Even in winter we sometimes crave a good beach read. And if you’re looking for an intelligent thriller that smoothly merges mystery with high speed adventure, pick up SAILOR TAKE WARNING by William Nikkel.

In his seventh recorded adventure, Jack Ferrell is spending time at Lake Tahoe to get a break from Hawaii. He soon finds himself entangled in a web of violence and death in the seedy world of coin fraud, blackmail, and lost treasure. Why is he so entangled? Because as the author puts it, Ferrell is a lady’s man, and a sucker for a pair of doe eyes that gets him into trouble every time.

“If someone needs help, he’s quick to rush to the rescue,” says Nikkel. “A take care of business kind of guy—a man’s man who’s willing to put his life on the line when necessary. But he doesn’t see himself as a hero. Only as a person who does what needs doing.”

This time Ferrell finds himself the target of a vengeance-driven man named Ryan Chambers who wants the gold and Jack’s head on a platter. Like all good villains, Chambers is a business man enamored with wealth, and more so by his love for gold. And of course, he has a grand evil plan.

“His latest plot is a large-scale coin fraud scheme that will net him millions,” Nikkel says. “But when one of the fraudulent twenty-dollar gold pieces is thrust into Jack’s hand by a dying man, Jack is drawn into the enigma surrounding the double-eagle. Ryan Chambers’ problems don’t stop there. Not only does Jack have the coin, he also unknowing intercepts one of three clues leading to a century-and-a-half old cache of stolen gold that Cambers is after.”
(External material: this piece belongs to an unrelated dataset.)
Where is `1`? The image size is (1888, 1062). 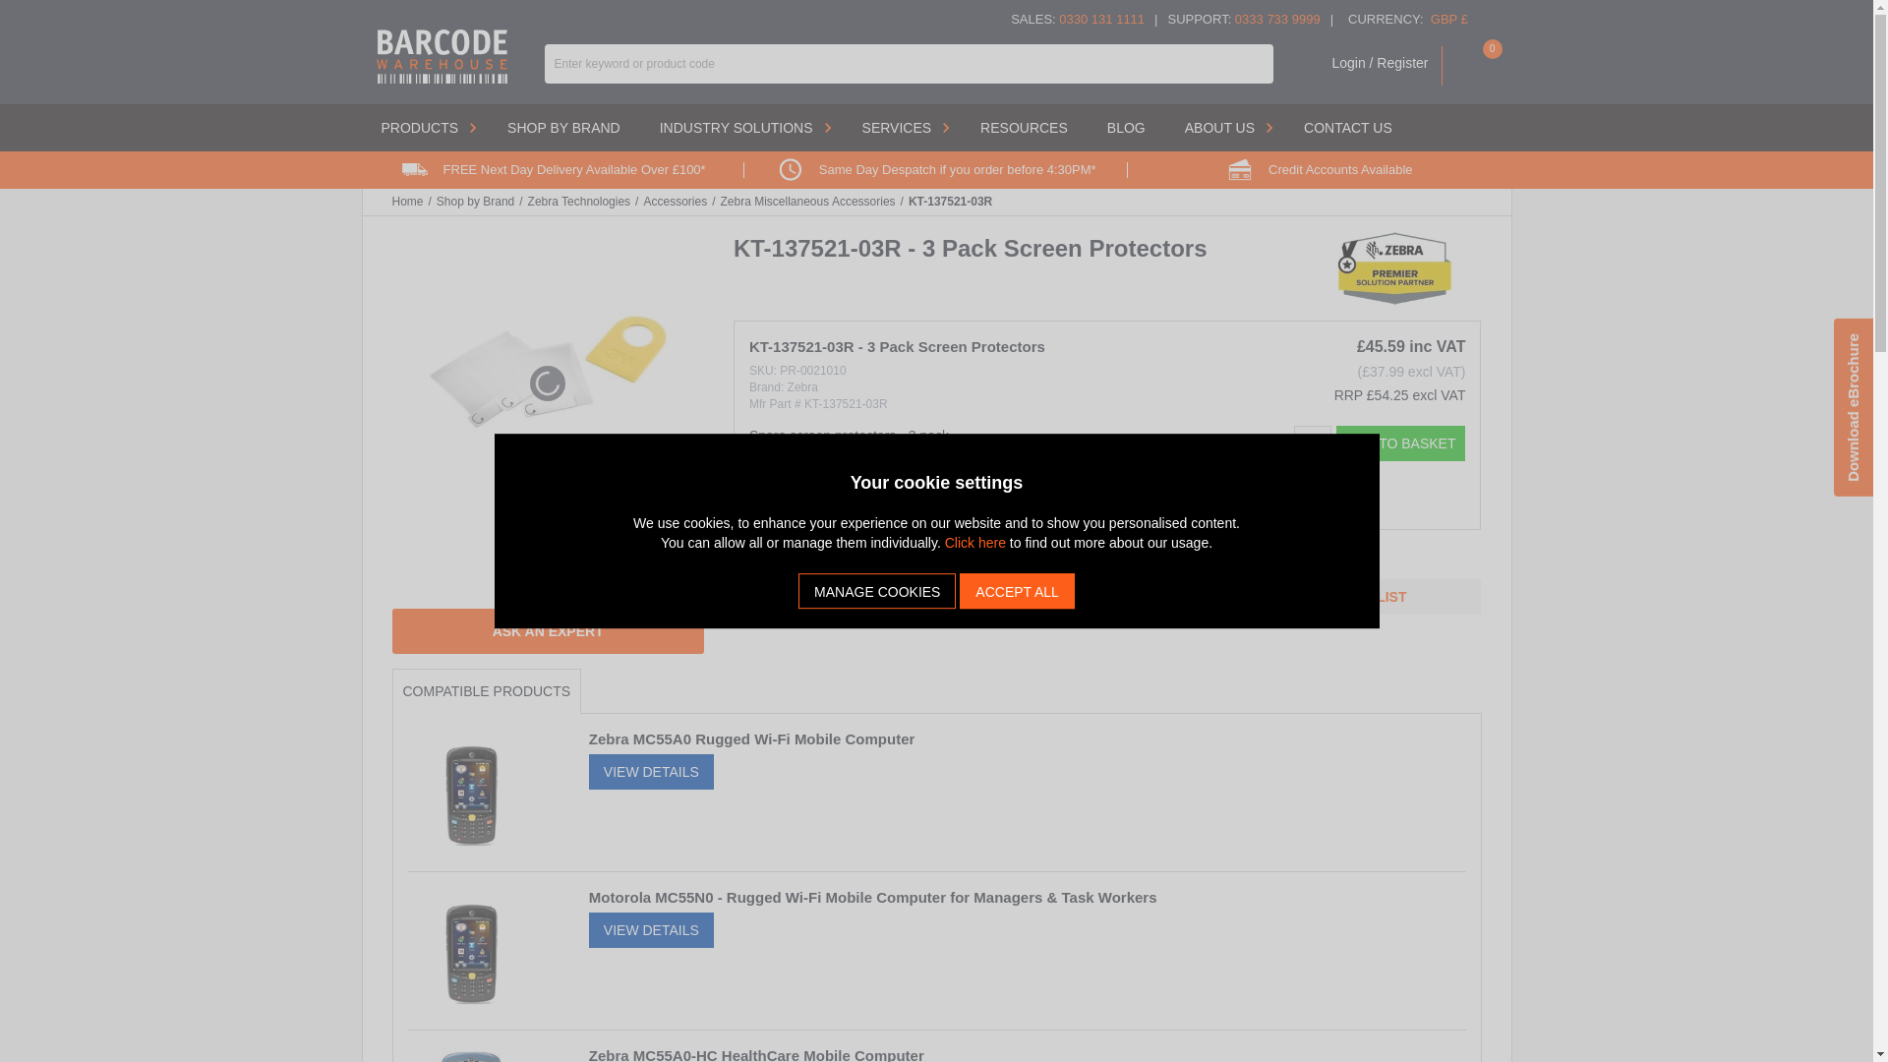 1 is located at coordinates (1312, 442).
Of course, Ferrell is not a man who gives up easily, and that makes him a target for Chambers and sets up a classic face-off between them. To deal with the bad guys, Ferrell often operates on the edge of the law. Nikkel knows just how to walk that line. As a former homicide detective and S.W.A.T. team member in Bakersfield, California, his understanding of how law enforcement works helps him bend the law, and not turn the story into a police procedural.

It’s clear that Nikkel knows the secret to writing a fast-paced story. “You need lots of action, short paragraphs and sentences, and lots of white space on a page,” he says. “And don’t bog the reader down with a lot of tedious backstory.”
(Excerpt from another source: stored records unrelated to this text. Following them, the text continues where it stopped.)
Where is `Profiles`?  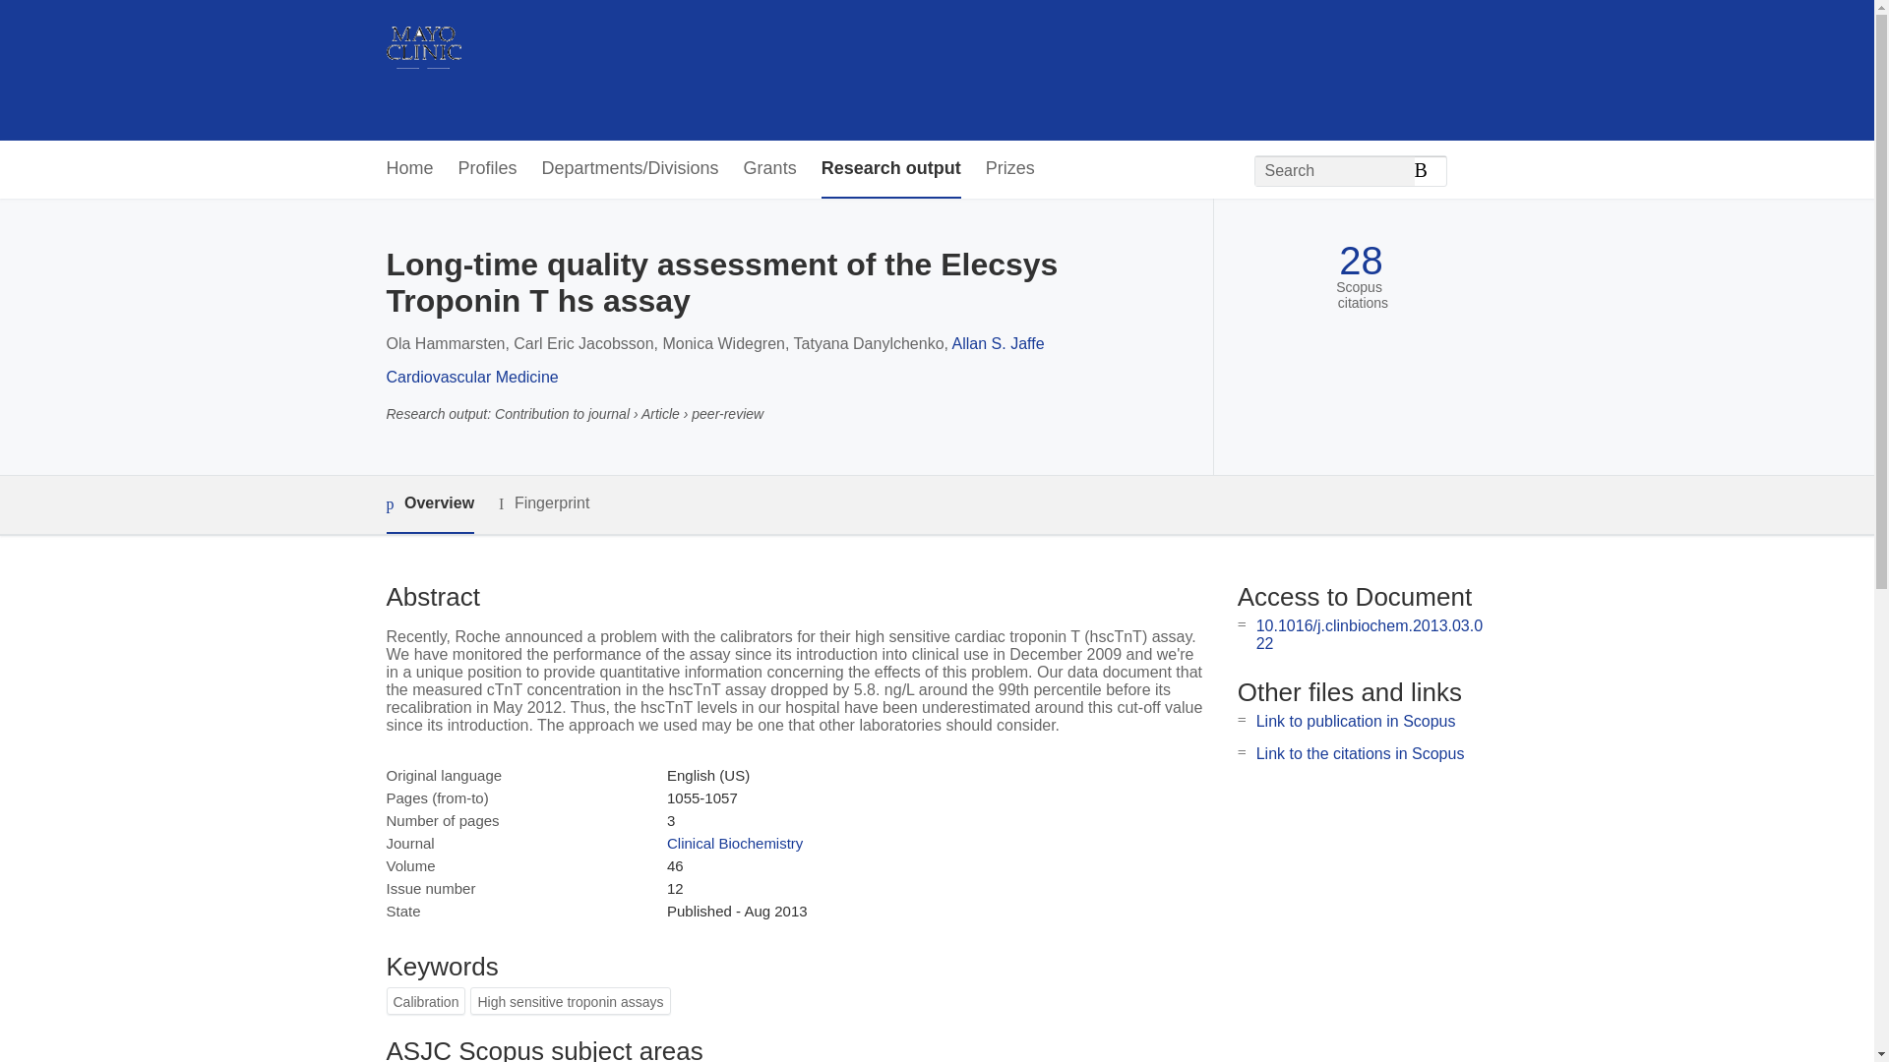
Profiles is located at coordinates (488, 169).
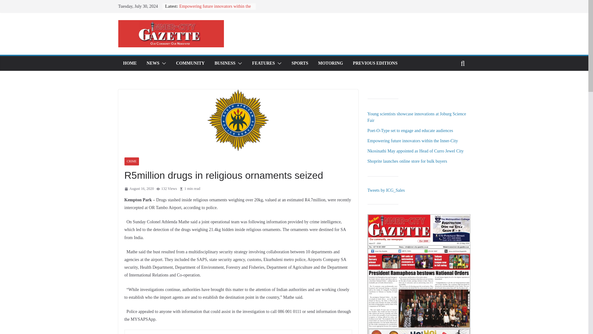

This deep into the series, I wondered if there was a future for Jack Ferrell. Nikkel left no doubt that there will definitely be a book eight.

“He’ll be back in the Hawaiian islands with its tropical sunsets and suntanned ladies,” says Nikkel. “And when one of those lovelies shows up on his boat unexpectedly, her almost unbelievable story of betrayal and attempted murder puts him on the trail of drug traffickers.”

Jon Land, thriller reviewer for the Providence Journal, says, “William Nikkel seems to be channeling his inner Don Winslow in crafting a book that is equal parts Raymond Chandler, Elmore Leonard, and John D. McDonald.”

So if you’ve been waiting for the successor to Travis McGee’s heroic mantle, I suggest you grab a copy of SAILOR TAKE WARNING.

*****

William Nikkel is the author of six Jack Ferrell novels, a Jack Ferrell novella, and a steampunk/zombie western series featuring his latest hero, Max Traver. A former homicide detective and S.W.A.T. team member for the Kern County Sheriff’s Department in Bakersfield, California, William is an amateur scuba enthusiast, gold prospector and artist, who can be found just about anywhere. He and his wife Karen divide their time between California and Maui, Hawaii.